As the complexity of interior spaces grows, from hospitals and airports to high-density mixed-use developments, the need for accurate, efficient indoor surveying has become critical. Traditional terrestrial laser scanning (TLS) methods, while highly accurate, often require multiple scan positions and significant setup time. By contrast, Simultaneous Localization and Mapping (SLAM) enables mobile data capture that’s well-suited to GPS-denied interiors and can significantly shorten field time in corridor- and room-based buildings.
What Is SLAM?
SLAM is a class of algorithms that allows a device, typically using LiDAR and/or visual-inertial sensors, to build a map of an unknown environment while simultaneously estimating its own pose within that map.
In public safety and built-environment contexts, SLAM is central to broader location-based services initiatives focused on indoor mapping, tracking, and navigation.
The NIST Public Safety Communications Research (PSCR) program specifically supports real-time collaborative signal and inertial SLAM techniques for indoor mapping in first-responder use cases, where GPS is unavailable or unreliable.
SLAM vs. Traditional Laser Scanning
Controlled comparisons show that while Traditional Laser Scanning (TLS) still leads in absolute accuracy, the performance gap has narrowed.
In a 2025 study using long indoor corridors, static laser scanners such as the Leica RTC360 and Trimble X7 achieved root mean square errors (RMSE) between 1.2 mm and 5.4 mm, whereas newer-generation SLAM systems yielded 7.3 mm to 8.8 mm. Older SLAM devices performed significantly worse (~36 mm RMSE).
The study also highlights contexts in which SLAM errors grow with trajectory length, exemplified by a ~0.1 m drift over 150 m, underscoring cumulative error (drift) in long, loop-closure-poor environments.
Practically, however, SLAM’s mobility offers substantial time savings, particularly in interiors where repeated tripod redeployment for static scanners becomes a logistical bottleneck.
To evaluate SLAM systems under real-world conditions, the Hilti SLAM Challenge Dataset provides office, lab, and construction sequences with millimeter-level sparse ground truth.
The dataset doesn’t imply all SLAM systems achieve millimeter accuracy, but rather offers a high-precision benchmark against which their performance can be rigorously tested, especially in sparse, reflective, or feature-poor indoor environments.
Applications in AEC
In the architecture, engineering, and construction (AEC) sector, SLAM is increasingly seen as a practical tool for improving efficiency and reducing costs in indoor surveying workflows. It is particularly valuable for:
- Existing conditions capture: SLAM devices are now commonly used in scan-to-BIM workflows, enabling rapid as-built documentation for structures lacking accurate floor plans or historical records. Walk-through SLAM scanning can generate complete interior point clouds in a fraction of the time required by TLS setups.
- Renovation and retrofit planning: For buildings undergoing phased renovations or tenant fit-outs, SLAM scanning provides a fast, repeatable method for capturing current conditions, even in partially occupied or constrained spaces. Its mobility allows survey teams to work around daily operations with minimal disruption.
- Construction progress tracking: SLAM-equipped handheld or backpack-mounted systems are being deployed on active job sites to create regular 3D snapshots of project status. These data support schedule verification, trade coordination, and integration into 4D models. When fused with project control networks or GCPs, SLAM data can help align field conditions with design intent.
- Asset and facilities management: SLAM-generated models can be tied to asset inventories and MEP systems in facility management platforms. For owners and operators, this provides a dynamic, spatially accurate reference to support maintenance, space utilization, and lifecycle planning.
These applications are particularly well-suited to plan-dominant or corridor-heavy structures—such as healthcare, education, and commercial buildings, where a single SLAM scan path can replace dozens of static TLS setups, with minimal compromise in geometric accuracy for most AEC needs
Technical Challenges and Considerations
SLAM accuracy can degrade in environments with:
- Repetitive geometry (e.g., long identical corridors),
- Low lighting or visual texture (for visual SLAM),
- Highly reflective or transparent surfaces, and
- Extended trajectories without loop closures, which lead to drift.
The Hilti dataset is designed to challenge SLAM algorithms with precisely these conditions, making it a valuable resource for system developers and evaluators.
Hybrid SLAM approaches that incorporate sensor fusion, typically combining LiDAR, IMUs, and sometimes signal-based positioning, are showing strong potential.
These methods are supported by earlier government research into 3D indoor mapping for mobile robots, which addressed similar issues like occlusions, overhangs, and irregular architectural geometry.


#### [Aim of the exercise]
Repeat the records exactly. Every line must match.
Material for the task below:
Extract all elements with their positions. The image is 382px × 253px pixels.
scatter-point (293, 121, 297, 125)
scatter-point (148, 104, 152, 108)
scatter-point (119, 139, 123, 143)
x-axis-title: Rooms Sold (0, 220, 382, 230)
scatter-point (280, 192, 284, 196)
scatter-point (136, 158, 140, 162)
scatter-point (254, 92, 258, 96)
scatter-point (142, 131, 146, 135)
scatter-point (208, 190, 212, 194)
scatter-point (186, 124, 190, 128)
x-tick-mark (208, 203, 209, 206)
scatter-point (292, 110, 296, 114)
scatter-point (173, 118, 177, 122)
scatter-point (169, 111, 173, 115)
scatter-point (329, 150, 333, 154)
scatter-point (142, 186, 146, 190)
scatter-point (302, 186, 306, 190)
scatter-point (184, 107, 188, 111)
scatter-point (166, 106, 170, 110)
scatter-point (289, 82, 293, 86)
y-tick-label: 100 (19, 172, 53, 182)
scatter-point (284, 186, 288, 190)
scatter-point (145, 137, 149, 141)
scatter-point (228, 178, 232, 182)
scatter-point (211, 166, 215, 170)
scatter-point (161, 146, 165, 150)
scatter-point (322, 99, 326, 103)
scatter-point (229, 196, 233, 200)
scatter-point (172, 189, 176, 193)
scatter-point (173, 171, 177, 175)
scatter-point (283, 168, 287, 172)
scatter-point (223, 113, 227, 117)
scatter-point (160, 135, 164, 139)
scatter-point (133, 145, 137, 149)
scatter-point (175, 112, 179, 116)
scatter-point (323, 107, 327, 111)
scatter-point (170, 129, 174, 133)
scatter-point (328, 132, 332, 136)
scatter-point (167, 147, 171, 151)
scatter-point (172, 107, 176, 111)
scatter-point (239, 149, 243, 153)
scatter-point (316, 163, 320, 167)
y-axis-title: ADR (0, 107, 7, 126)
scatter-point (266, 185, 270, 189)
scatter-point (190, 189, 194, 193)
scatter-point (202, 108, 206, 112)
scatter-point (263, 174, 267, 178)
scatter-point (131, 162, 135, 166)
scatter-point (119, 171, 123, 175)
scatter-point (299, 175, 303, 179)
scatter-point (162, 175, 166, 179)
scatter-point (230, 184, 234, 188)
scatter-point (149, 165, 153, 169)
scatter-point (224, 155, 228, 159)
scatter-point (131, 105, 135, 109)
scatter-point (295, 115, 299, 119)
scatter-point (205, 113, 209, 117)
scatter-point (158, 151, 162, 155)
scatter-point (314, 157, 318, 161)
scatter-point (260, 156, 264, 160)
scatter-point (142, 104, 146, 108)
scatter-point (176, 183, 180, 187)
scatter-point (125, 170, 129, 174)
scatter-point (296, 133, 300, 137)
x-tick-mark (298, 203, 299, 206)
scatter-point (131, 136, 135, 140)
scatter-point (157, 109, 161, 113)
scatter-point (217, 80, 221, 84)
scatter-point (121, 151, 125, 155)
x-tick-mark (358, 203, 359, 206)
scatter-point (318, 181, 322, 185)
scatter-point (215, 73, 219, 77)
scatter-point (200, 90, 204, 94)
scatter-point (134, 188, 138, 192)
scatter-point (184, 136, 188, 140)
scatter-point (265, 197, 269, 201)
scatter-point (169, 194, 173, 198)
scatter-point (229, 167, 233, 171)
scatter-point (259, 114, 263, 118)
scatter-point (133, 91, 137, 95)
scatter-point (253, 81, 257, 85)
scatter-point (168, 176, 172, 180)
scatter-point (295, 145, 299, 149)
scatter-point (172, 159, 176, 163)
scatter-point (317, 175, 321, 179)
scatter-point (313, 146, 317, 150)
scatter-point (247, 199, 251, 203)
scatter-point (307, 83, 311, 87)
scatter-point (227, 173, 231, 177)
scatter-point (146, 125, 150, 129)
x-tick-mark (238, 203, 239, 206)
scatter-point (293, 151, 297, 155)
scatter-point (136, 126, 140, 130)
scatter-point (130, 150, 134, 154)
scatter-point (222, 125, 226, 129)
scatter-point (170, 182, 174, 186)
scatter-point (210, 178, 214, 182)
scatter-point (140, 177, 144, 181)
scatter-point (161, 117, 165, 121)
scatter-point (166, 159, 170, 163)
End of Material for the task.
#### [Answer to this task]
Extract all elements with their positions. The image is 382px × 253px pixels.
scatter-point (293, 121, 297, 125)
scatter-point (148, 104, 152, 108)
scatter-point (119, 139, 123, 143)
x-axis-title: Rooms Sold (0, 220, 382, 230)
scatter-point (280, 192, 284, 196)
scatter-point (136, 158, 140, 162)
scatter-point (254, 92, 258, 96)
scatter-point (142, 131, 146, 135)
scatter-point (208, 190, 212, 194)
scatter-point (186, 124, 190, 128)
x-tick-mark (208, 203, 209, 206)
scatter-point (292, 110, 296, 114)
scatter-point (173, 118, 177, 122)
scatter-point (169, 111, 173, 115)
scatter-point (329, 150, 333, 154)
scatter-point (142, 186, 146, 190)
scatter-point (302, 186, 306, 190)
scatter-point (184, 107, 188, 111)
scatter-point (166, 106, 170, 110)
scatter-point (289, 82, 293, 86)
y-tick-label: 100 (19, 172, 53, 182)
scatter-point (284, 186, 288, 190)
scatter-point (145, 137, 149, 141)
scatter-point (228, 178, 232, 182)
scatter-point (211, 166, 215, 170)
scatter-point (161, 146, 165, 150)
scatter-point (322, 99, 326, 103)
scatter-point (229, 196, 233, 200)
scatter-point (172, 189, 176, 193)
scatter-point (173, 171, 177, 175)
scatter-point (283, 168, 287, 172)
scatter-point (223, 113, 227, 117)
scatter-point (160, 135, 164, 139)
scatter-point (133, 145, 137, 149)
scatter-point (175, 112, 179, 116)
scatter-point (323, 107, 327, 111)
scatter-point (170, 129, 174, 133)
scatter-point (328, 132, 332, 136)
scatter-point (167, 147, 171, 151)
scatter-point (172, 107, 176, 111)
scatter-point (239, 149, 243, 153)
scatter-point (316, 163, 320, 167)
y-axis-title: ADR (0, 107, 7, 126)
scatter-point (266, 185, 270, 189)
scatter-point (190, 189, 194, 193)
scatter-point (202, 108, 206, 112)
scatter-point (263, 174, 267, 178)
scatter-point (131, 162, 135, 166)
scatter-point (119, 171, 123, 175)
scatter-point (299, 175, 303, 179)
scatter-point (162, 175, 166, 179)
scatter-point (230, 184, 234, 188)
scatter-point (149, 165, 153, 169)
scatter-point (224, 155, 228, 159)
scatter-point (131, 105, 135, 109)
scatter-point (295, 115, 299, 119)
scatter-point (205, 113, 209, 117)
scatter-point (158, 151, 162, 155)
scatter-point (314, 157, 318, 161)
scatter-point (260, 156, 264, 160)
scatter-point (142, 104, 146, 108)
scatter-point (176, 183, 180, 187)
scatter-point (125, 170, 129, 174)
scatter-point (296, 133, 300, 137)
x-tick-mark (298, 203, 299, 206)
scatter-point (131, 136, 135, 140)
scatter-point (157, 109, 161, 113)
scatter-point (217, 80, 221, 84)
scatter-point (121, 151, 125, 155)
x-tick-mark (358, 203, 359, 206)
scatter-point (318, 181, 322, 185)
scatter-point (215, 73, 219, 77)
scatter-point (200, 90, 204, 94)
scatter-point (134, 188, 138, 192)
scatter-point (184, 136, 188, 140)
scatter-point (265, 197, 269, 201)
scatter-point (169, 194, 173, 198)
scatter-point (229, 167, 233, 171)
scatter-point (259, 114, 263, 118)
scatter-point (133, 91, 137, 95)
scatter-point (253, 81, 257, 85)
scatter-point (168, 176, 172, 180)
scatter-point (295, 145, 299, 149)
scatter-point (172, 159, 176, 163)
scatter-point (317, 175, 321, 179)
scatter-point (313, 146, 317, 150)
scatter-point (247, 199, 251, 203)
scatter-point (307, 83, 311, 87)
scatter-point (227, 173, 231, 177)
scatter-point (146, 125, 150, 129)
x-tick-mark (238, 203, 239, 206)
scatter-point (293, 151, 297, 155)
scatter-point (136, 126, 140, 130)
scatter-point (130, 150, 134, 154)
scatter-point (222, 125, 226, 129)
scatter-point (170, 182, 174, 186)
scatter-point (210, 178, 214, 182)
scatter-point (140, 177, 144, 181)
scatter-point (161, 117, 165, 121)
scatter-point (166, 159, 170, 163)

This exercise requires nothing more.